Friday, 6 February 2026

The Becoming of Possibility: 4 Value Systems and the Weighting of Possibility

If knowledge stabilises possibility, value explains why some stabilisations matter more than others.

This claim is deceptively simple — and routinely mishandled. Value is often treated as a kind of meaning (“what things signify to us”) or as an inner attitude (“what we care about”). From a relational ontology perspective, both moves are mistakes.

Value does not reside in minds, and it does not consist in meaning.
Value operates by weighting possibility.

Possibility Is Not Neutral

Not all possibilities are equal.

Some are encouraged, resourced, protected, and reproduced. Others are discouraged, starved, punished, or rendered invisible. This asymmetry is not semantic; it is practical and material.

Value systems are the mechanisms by which a system biases the field of possibility — making some paths easier, safer, or more likely, and others costly or fragile.

What a Value System Is

A value system is a pattern of constraint that:

  • prioritises certain outcomes

  • allocates resources unevenly

  • rewards some behaviours and penalises others

  • stabilises preferred trajectories over time

Crucially, a value system need not mean anything. It only needs to function.

Biological organisms, ecosystems, economies, institutions, and technologies all exhibit value systems in this sense. None of these systems require interpretation to operate.

Value Without Meaning

This distinction matters.

Meaning is semiotic: it involves construal, differentiation, and symbolic articulation. Value is not semiotic. It does not consist in signs, interpretations, or representations.

A heart values oxygen. An economy values liquidity. An institution values compliance. A predator values successful capture.

In none of these cases is meaning required. The system does not “interpret” the world; it weights it.

Meaning may later be layered on top — especially in human systems — but value operates first, silently shaping what is possible before anything is said about it.

Social Value Systems

Social systems are saturated with value, but not reducible to belief.

Grades, salaries, reputations, legal statuses, metrics, rankings, and credentials all function as value-weighting devices. They do not describe the world; they configure trajectories.

A value system does not tell you what is true. It tells you what is rewarded.

This is why value systems can stabilise knowledge without guaranteeing truth, and why truths can be ignored when they fail to align with dominant valuations.

Power as Weighted Possibility

From this perspective, power is not located in agents. It is located in the structure of the field.

A system has power where it can:

  • amplify some possibilities

  • suppress others

  • enforce asymmetries of risk and reward

Power is exercised whenever the cost of pursuing one possibility is systematically higher than another — regardless of anyone’s intentions.

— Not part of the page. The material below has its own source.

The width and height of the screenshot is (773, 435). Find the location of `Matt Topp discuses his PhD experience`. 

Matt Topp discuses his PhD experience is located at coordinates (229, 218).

This is why power can persist without villains, and why good intentions do not neutralise structural effects.

Human Values Revisited

When humans speak of “values,” they usually mean articulated commitments: fairness, freedom, care, truth. These are second-order semiotic overlays on deeper value systems.

The real work of valuing happens elsewhere:

  • in incentive structures

  • in institutional design

  • in affordances and barriers

  • in feedback loops

Stated values matter only when they successfully reweight possibility.

Conflict Between Meaning and Value

One of the most important sources of social tension arises when:

  • meaning systems say one thing

  • value systems reward another

We praise honesty but reward compliance. We celebrate creativity but fund conformity. We teach critical thinking but penalise dissent.

These are not moral failures of individuals. They are mismatches between semiotic meaning and systemic value.

Understanding this distinction dissolves a great deal of misplaced blame.

Value Is Not Normative (Yet)

To say that a system values something is not to say it ought to.

Value systems describe how possibility is weighted, not how it should be weighted. Normativity — ethics — comes later, and requires an additional cut.

For now, the point is this: value is real, operative, and causal without being meaningful, representational, or interior.